Helping veterinarians manage stress and burnout
Helping veterinarians manage stress and burnout
Like many veterinary students, Dr. Addie Reinhard went from the protective environment of veterinary school into a clinical practice. She was not prepared for all the stress shifting to the professional world would bring, and it severely curtailed the joy she felt in taking care of people’s pets.
“We do what we do to help the people who own the animals, who love the animals and to promote that human-animal bond. I think that when there are things that occur in a practice that prevent us from achieving that, whether that be limitations in finances or limitations in our own skills, it weighs on us,” she said.
Reinhard said there were a lot of challenges when she started her career.
“You’re going from being a student, where you have lots of checks and a lot of people above you that are making sure all your pets are good, to having full responsibility for your patients. That was tough.”
Large caseloads and working in a high stress environment can sometimes overwhelm young veterinarians. Add to that, veterinarians often have a high student debt-to-income ratio, so for some young doctors, it’s hard to live comfortably right out of school.
“We deal with a lot of situations that are really tough. There are a lot of ethical decisions vets have to deal with every single day, and a lot of it ties to money and (clients’) finances,” Reinhard said. “Those issues weighed pretty heavily on me. I experienced my own burnout two or three years into practice. I was exhausted. There was a lot of emotional toll.”
When Dr. Reinhard looked for some resources to help, she didn’t find much. She started looking at other career opportunities within the veterinary profession, public health, teaching or research. She decided to enroll in graduate school at the University of Kentucky to work on a master’s degree in community and leadership development, a degree offered by the College of Agriculture, Food and Environment.
“I wanted to create a program to support veterinarians that were feeling burned out and overwhelmed,” she said.
The program she created during her UK graduate studies was a mentorship program that included leadership and professional skills training. Seven graduates from Lincoln Memorial University and the University of Tennessee colleges of veterinary medicine, participated in the online pilot program she designed with knowledge she gained from earning the University of Tennessee Veterinary Human Support Certificate and through her advanced leadership training in the UK Department of Community and Leadership Development.
“A lot of it (my program) was about self-care, but a lot of it was about leadership and how to work through ethical dilemmas, how to be prepared for working with clients with limited incomes and how to feel good about it at the end of the day and not feel like you’re a failure. And also conflict, how to work through conflict, because that is common in vet practices,” Reinhard said.
Program participants met on Zoom once a month to discuss their experiences in transitioning to practice, connect with other early-career professionals and hone their professional skills.
“Those meetings served as an opportunity for them to feel like they weren’t alone in practice and feel like, oh, other people are going through similar things as me,” Reinhard said. “Often that can be very beneficial at promoting mental health, that social support aspect, knowing that other people are going through similar struggles and challenges.”
Before the program started, the average burnout level of all the newly graduated veterinarians in the study was higher than the burnout levels of the general population. When Reinhard evaluated her study, she found that average exhaustion and cynicism levels – two measures of burnout – decreased over time in veterinarians who had gone through her program, while they significantly increased in veterinarians who were part of the control group and did not participate in the program.
“The encouraging thing was, this program has the potential to prevent that (burnout) from occurring, to prevent that from getting much worse,” she said. “We know that all of these measures, burnout, well-being, stress, they’re bad for all veterinarians, no matter what the age, but they’re worse for our young veterinarians. The first five to 10 years is the time for the poorest well-being. I think, after you’ve been in practice five, 10 years, you begin to adapt – and I even noticed this transition within myself when I was practicing – you begin to understand and adapt to some of those challenges.”
Dr. Reinhard is hoping to continue growing the program, because she sees a real need for something like this. The latest study by the Centers for Disease Control and Prevention found that suicide is 1.6 to 2.4 times more likely among veterinarians than among the general public.
“Suicide is a very complex issue, so there’s not just one thing that creates this issue,” Reinhard said. “I’ve been getting more involved with the suicide piece of this. I’ve been doing suicide intervention training with Southeast Center for Agricultural Health and Injury Prevention, so that’s been an exciting thing.”
Now graduated, she has been invited to be on the research team for the third phase of the Merck Animal Health Veterinary Wellbeing Study. Merck Animal Health has done two previous national surveys of veterinary mental health, and they are currently performing another survey to track trends in mental health and well-being within the veterinary profession.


Copy nothing but the lines from the one containing "Parse this screenshot: output" through the last line of the entries below, exactly as written and without pictures.

* * * * * * *

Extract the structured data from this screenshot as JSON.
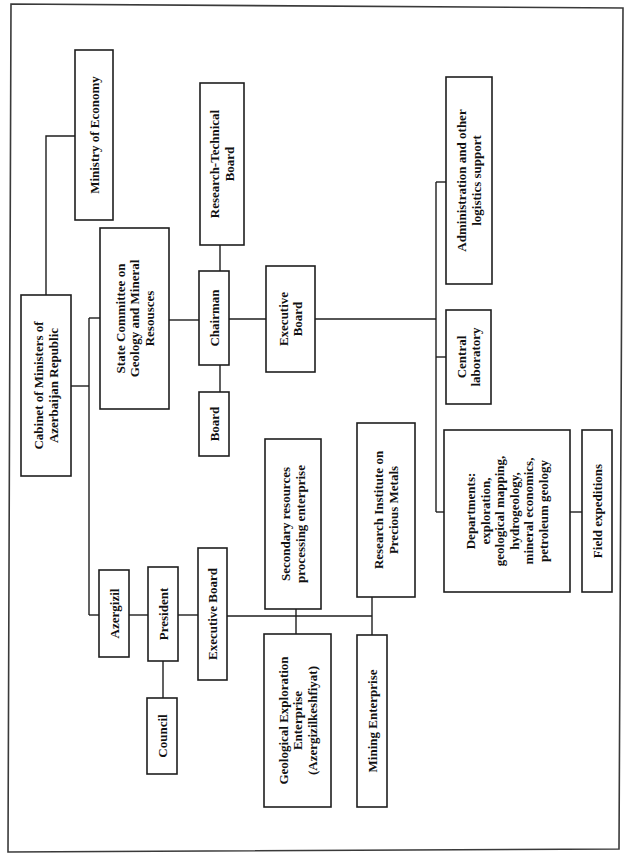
{
  "diagram": {
    "type": "organizational-chart",
    "orientation": "rotated-90-ccw",
    "nodes": [
      {
        "id": "cabinet",
        "lines": [
          "Cabinet of Ministers of",
          "Azerbaijan Republic"
        ]
      },
      {
        "id": "ministry_economy",
        "lines": [
          "Ministry of Economy"
        ]
      },
      {
        "id": "state_committee",
        "lines": [
          "State Committee on",
          "Geology and Mineral",
          "Resousces"
        ]
      },
      {
        "id": "chairman",
        "lines": [
          "Chairman"
        ]
      },
      {
        "id": "research_technical_board",
        "lines": [
          "Research-Technical",
          "Board"
        ]
      },
      {
        "id": "board",
        "lines": [
          "Board"
        ]
      },
      {
        "id": "executive_board_sc",
        "lines": [
          "Executive",
          "Board"
        ]
      },
      {
        "id": "administration",
        "lines": [
          "Administration and other",
          "logistics support"
        ]
      },
      {
        "id": "central_lab",
        "lines": [
          "Central",
          "laboratory"
        ]
      },
      {
        "id": "departments",
        "lines": [
          "Departments:",
          "exploration,",
          "geological mapping,",
          "hydrogeology,",
          "mineral economics,",
          "petroleum geology"
        ]
      },
      {
        "id": "field_expeditions",
        "lines": [
          "Field expeditions"
        ]
      },
      {
        "id": "azergizil",
        "lines": [
          "Azergizil"
        ]
      },
      {
        "id": "president",
        "lines": [
          "President"
        ]
      },
      {
        "id": "council",
        "lines": [
          "Council"
        ]
      },
      {
        "id": "executive_board_az",
        "lines": [
          "Executive Board"
        ]
      },
      {
        "id": "secondary_resources",
        "lines": [
          "Secondary resources",
          "processing enterprise"
        ]
      },
      {
        "id": "geological_exploration",
        "lines": [
          "Geological Exploration",
          "Enterprise",
          "(Azergizilkeshfiyat)"
        ]
      },
      {
        "id": "research_institute",
        "lines": [
          "Research Institute on",
          "Precious Metals"
        ]
      },
      {
        "id": "mining_enterprise",
        "lines": [
          "Mining Enterprise"
        ]
      }
    ],
    "edges": [
      [
        "cabinet",
        "ministry_economy"
      ],
      [
        "cabinet",
        "state_committee"
      ],
      [
        "cabinet",
        "azergizil"
      ],
      [
        "state_committee",
        "chairman"
      ],
      [
        "chairman",
        "research_technical_board"
      ],
      [
        "chairman",
        "board"
      ],
      [
        "chairman",
        "executive_board_sc"
      ],
      [
        "executive_board_sc",
        "administration"
      ],
      [
        "executive_board_sc",
        "central_lab"
      ],
      [
        "executive_board_sc",
        "departments"
      ],
      [
        "departments",
        "field_expeditions"
      ],
      [
        "azergizil",
        "president"
      ],
      [
        "president",
        "council"
      ],
      [
        "president",
        "executive_board_az"
      ],
      [
        "executive_board_az",
        "secondary_resources"
      ],
      [
        "executive_board_az",
        "geological_exploration"
      ],
      [
        "executive_board_az",
        "research_institute"
      ],
      [
        "executive_board_az",
        "mining_enterprise"
      ]
    ]
  }
}
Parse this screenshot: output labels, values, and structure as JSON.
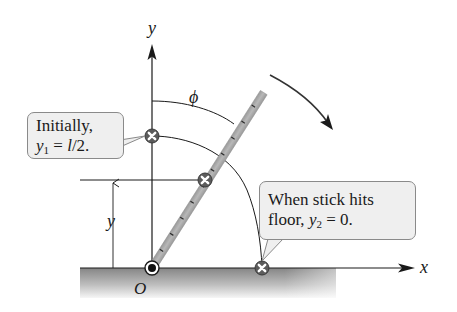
{
  "diagram": {
    "axes": {
      "x_label": "x",
      "y_label": "y",
      "origin_label": "O"
    },
    "angle_label": "ϕ",
    "height_label": "y",
    "callouts": {
      "initial": {
        "line1": "Initially,",
        "var": "y",
        "sub": "1",
        "rest": " = ",
        "value_var": "l",
        "value_rest": "/2."
      },
      "final": {
        "line1": "When stick hits",
        "prefix": "floor, ",
        "var": "y",
        "sub": "2",
        "rest": " = 0."
      }
    },
    "markers": [
      {
        "name": "initial-center-of-mass",
        "x": 152,
        "y": 136
      },
      {
        "name": "current-center-of-mass",
        "x": 205,
        "y": 180
      },
      {
        "name": "final-center-of-mass",
        "x": 262,
        "y": 268
      }
    ],
    "colors": {
      "stick": "#a8a8a8",
      "floor_top": "#8c8c8c",
      "floor_bottom": "#f4f4f4",
      "callout_bg": "#efefef",
      "line": "#1a1a1a"
    }
  }
}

* * * * * * *

§ ANSWER TO THE EXERCISE
Parse this screenshot: output labels, values, and structure as JSON.
{
  "diagram": {
    "axes": {
      "x_label": "x",
      "y_label": "y",
      "origin_label": "O"
    },
    "angle_label": "ϕ",
    "height_label": "y",
    "callouts": {
      "initial": {
        "line1": "Initially,",
        "var": "y",
        "sub": "1",
        "rest": " = ",
        "value_var": "l",
        "value_rest": "/2."
      },
      "final": {
        "line1": "When stick hits",
        "prefix": "floor, ",
        "var": "y",
        "sub": "2",
        "rest": " = 0."
      }
    },
    "markers": [
      {
        "name": "initial-center-of-mass",
        "x": 152,
        "y": 136
      },
      {
        "name": "current-center-of-mass",
        "x": 205,
        "y": 180
      },
      {
        "name": "final-center-of-mass",
        "x": 262,
        "y": 268
      }
    ],
    "colors": {
      "stick": "#a8a8a8",
      "floor_top": "#8c8c8c",
      "floor_bottom": "#f4f4f4",
      "callout_bg": "#efefef",
      "line": "#1a1a1a"
    }
  }
}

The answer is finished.